Another change is to break up the industry standards into smaller independent pieces. It would be interesting to see a complexity assessment model of various industry standards and see what the local rate of change is and for what kinds of information. It’s easier to blame the process or the mammals manning the helms and sometimes that is right, but it might also be that the wrong tool is being applied or the information is dynamic by nature (somewhere a feedback loop is cycling chaotically).
Everywhere one finds a wildcard, there is an unconstrained decision list and that means there is no static consensus. It might be a good idea to push that off into its own space and work out why this function isn’t converging.
len
> The industry standards need to move at a faster pace
Agree entirely, however the motivations of some are to constrain change, and concensus is typically hard to acheive. An industry standards body also often finds itself trapped between the competing interests of its members and ... well I could go on, but we all understand the problem.
My motivation is to encourage the standards body to allow for private extensions in schemata. There is no reason why a standards body needs or should be in the middle of trading partner agreements which manifest themselves in data exchanges private to those individual organisations.
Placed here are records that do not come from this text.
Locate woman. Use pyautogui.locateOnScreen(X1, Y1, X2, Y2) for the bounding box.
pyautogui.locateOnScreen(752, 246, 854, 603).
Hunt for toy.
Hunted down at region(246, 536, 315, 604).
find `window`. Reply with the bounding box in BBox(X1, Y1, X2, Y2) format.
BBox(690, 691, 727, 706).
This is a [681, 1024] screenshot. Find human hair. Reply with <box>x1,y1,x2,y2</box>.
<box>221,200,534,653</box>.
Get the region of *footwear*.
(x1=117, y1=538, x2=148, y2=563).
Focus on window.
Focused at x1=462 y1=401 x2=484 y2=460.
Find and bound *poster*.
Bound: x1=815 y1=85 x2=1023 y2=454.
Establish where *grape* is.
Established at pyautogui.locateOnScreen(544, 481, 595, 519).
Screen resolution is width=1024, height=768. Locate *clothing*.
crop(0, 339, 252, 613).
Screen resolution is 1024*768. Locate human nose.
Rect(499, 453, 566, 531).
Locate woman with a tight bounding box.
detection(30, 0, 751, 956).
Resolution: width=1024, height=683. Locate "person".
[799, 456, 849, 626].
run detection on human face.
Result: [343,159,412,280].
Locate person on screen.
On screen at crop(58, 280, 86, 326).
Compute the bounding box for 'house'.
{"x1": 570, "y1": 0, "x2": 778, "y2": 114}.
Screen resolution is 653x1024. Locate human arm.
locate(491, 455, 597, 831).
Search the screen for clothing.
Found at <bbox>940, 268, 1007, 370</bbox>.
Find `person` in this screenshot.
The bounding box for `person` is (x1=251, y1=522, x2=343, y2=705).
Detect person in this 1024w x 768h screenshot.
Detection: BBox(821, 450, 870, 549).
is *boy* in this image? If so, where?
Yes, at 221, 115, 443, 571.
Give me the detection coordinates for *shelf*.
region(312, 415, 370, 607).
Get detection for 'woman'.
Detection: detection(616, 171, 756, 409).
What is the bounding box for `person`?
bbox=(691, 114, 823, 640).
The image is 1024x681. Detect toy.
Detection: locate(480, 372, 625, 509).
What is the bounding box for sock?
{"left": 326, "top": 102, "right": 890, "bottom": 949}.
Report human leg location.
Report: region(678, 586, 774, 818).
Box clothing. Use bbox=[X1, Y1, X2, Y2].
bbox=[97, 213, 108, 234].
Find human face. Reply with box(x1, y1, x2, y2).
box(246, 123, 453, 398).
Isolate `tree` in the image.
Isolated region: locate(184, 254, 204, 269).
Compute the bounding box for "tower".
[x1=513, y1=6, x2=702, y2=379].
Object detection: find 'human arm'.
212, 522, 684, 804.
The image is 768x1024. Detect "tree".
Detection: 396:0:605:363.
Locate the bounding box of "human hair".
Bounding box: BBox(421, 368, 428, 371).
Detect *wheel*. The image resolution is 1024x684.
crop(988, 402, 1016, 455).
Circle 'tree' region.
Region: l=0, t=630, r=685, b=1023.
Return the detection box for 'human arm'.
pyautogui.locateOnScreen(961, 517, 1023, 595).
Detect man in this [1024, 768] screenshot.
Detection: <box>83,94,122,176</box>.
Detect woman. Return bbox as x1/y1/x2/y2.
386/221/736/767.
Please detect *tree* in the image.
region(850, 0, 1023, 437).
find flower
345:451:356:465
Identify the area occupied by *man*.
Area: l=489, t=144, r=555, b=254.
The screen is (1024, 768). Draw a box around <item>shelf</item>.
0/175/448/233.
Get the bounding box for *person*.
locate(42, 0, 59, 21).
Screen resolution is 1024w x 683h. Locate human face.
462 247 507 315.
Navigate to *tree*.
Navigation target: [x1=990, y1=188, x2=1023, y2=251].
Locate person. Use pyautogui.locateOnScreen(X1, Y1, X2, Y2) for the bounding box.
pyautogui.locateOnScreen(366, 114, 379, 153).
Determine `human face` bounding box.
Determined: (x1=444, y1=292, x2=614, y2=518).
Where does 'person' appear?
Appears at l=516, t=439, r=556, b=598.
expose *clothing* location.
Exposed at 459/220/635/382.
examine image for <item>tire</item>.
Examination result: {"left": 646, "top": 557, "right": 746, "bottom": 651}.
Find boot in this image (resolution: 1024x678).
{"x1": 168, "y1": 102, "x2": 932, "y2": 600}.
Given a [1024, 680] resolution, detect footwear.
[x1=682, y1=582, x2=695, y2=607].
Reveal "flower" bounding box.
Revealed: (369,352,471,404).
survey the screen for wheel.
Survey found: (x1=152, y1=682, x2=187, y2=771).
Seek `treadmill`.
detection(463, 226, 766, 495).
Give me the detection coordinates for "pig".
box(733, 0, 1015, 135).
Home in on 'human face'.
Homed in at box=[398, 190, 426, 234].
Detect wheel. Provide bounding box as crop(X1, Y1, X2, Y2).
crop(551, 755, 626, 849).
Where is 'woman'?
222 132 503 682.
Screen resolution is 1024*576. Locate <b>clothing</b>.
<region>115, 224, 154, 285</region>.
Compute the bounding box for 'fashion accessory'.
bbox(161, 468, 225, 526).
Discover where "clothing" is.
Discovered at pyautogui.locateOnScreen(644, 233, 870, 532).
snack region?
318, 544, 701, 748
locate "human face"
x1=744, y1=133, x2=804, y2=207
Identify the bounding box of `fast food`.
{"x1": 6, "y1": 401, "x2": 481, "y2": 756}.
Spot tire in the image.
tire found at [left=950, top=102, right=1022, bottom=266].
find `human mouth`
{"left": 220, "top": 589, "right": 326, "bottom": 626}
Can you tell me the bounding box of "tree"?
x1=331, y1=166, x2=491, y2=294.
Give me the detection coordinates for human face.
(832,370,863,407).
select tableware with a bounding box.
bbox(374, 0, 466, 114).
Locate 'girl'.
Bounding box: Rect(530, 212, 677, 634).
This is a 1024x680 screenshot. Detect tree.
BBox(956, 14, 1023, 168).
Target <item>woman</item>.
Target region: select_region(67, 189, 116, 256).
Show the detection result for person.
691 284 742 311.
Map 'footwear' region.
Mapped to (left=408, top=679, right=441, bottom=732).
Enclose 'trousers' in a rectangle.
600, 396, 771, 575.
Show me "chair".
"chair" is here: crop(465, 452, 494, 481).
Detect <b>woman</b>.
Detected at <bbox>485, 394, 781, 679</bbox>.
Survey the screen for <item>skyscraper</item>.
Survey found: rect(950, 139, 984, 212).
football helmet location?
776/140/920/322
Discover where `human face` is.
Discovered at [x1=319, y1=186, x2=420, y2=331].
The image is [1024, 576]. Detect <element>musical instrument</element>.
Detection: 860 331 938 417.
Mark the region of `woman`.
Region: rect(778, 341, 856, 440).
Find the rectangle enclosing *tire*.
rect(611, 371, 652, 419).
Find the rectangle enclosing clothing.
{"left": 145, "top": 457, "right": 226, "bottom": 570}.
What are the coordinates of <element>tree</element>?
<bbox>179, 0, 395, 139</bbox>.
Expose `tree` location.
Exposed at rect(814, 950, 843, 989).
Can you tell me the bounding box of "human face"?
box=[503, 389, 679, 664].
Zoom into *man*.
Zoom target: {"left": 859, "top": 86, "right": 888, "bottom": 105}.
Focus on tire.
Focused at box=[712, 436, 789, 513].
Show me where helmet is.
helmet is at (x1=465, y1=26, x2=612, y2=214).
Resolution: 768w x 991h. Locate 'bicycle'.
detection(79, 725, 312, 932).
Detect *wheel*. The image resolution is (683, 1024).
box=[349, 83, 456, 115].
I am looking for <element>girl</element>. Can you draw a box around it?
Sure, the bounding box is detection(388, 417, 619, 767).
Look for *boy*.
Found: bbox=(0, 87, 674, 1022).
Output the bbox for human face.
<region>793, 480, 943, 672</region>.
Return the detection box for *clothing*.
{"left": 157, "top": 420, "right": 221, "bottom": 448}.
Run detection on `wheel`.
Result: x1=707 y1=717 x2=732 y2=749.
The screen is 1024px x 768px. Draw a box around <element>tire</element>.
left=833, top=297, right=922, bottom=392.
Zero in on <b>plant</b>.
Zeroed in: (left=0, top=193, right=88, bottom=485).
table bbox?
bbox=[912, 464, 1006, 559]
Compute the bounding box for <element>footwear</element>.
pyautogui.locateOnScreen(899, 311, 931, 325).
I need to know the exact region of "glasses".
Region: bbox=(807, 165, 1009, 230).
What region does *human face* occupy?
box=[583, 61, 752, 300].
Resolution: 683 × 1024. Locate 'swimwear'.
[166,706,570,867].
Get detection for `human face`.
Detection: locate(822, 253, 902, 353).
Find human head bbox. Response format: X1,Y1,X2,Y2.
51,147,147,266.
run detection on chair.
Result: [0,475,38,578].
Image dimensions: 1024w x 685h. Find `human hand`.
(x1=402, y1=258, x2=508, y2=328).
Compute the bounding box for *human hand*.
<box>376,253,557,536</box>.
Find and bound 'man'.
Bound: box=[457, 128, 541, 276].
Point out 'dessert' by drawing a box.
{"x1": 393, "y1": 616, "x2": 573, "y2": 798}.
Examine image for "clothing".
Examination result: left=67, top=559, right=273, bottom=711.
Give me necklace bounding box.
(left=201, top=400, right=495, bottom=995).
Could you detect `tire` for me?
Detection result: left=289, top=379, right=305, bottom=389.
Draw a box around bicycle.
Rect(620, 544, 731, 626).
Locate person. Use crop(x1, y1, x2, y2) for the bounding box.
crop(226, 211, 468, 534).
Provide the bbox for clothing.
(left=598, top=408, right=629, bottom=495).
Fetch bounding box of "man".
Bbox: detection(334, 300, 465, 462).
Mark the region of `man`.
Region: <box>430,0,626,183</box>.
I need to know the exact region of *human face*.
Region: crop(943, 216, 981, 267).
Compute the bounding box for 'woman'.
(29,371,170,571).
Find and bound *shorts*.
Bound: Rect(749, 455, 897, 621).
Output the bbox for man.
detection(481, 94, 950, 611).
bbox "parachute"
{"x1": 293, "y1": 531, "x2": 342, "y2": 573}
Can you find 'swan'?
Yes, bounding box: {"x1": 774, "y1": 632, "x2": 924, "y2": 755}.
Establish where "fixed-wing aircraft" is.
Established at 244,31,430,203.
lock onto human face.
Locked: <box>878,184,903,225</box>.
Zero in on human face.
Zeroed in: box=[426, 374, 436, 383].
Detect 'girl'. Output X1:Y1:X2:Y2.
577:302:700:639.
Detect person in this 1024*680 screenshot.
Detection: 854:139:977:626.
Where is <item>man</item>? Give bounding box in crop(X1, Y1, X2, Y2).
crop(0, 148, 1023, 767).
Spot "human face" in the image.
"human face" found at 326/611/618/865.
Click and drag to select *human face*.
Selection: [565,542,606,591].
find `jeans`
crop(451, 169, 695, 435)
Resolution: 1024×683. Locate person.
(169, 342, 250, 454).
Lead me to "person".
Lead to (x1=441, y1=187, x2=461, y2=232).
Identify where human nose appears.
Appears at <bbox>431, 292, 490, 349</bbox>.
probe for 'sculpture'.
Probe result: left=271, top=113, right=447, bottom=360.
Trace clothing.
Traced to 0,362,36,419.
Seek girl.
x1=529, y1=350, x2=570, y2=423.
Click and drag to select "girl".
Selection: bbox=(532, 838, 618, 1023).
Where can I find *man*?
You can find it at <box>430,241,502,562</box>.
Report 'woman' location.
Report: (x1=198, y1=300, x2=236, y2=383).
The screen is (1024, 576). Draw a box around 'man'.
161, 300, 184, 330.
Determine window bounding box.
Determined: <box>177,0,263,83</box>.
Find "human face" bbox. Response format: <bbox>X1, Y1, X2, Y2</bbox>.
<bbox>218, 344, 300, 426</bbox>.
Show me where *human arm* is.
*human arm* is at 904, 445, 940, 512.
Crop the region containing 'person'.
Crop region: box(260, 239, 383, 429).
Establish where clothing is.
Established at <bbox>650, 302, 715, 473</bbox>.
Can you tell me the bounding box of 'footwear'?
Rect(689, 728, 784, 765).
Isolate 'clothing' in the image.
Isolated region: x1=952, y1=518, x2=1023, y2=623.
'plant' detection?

The concern often expressed is that private extension degenerates the standard, but the reality is, without the ability to accomodate change (both breaking an non breaking) and allowing participants to adopt change at a time of their own choosing, then a standard has no future. Natural market pressures will drive adoption. Extensibility (call it forwards/backwards compatibility if you like) is certainly part of the solution, and, as you point out, careful selction of what should be mandatory and optional, and implementation of various validation schemes that support the level of compatibility/tolerance that an individual or pair of trading partners require, and .... well you get the picture.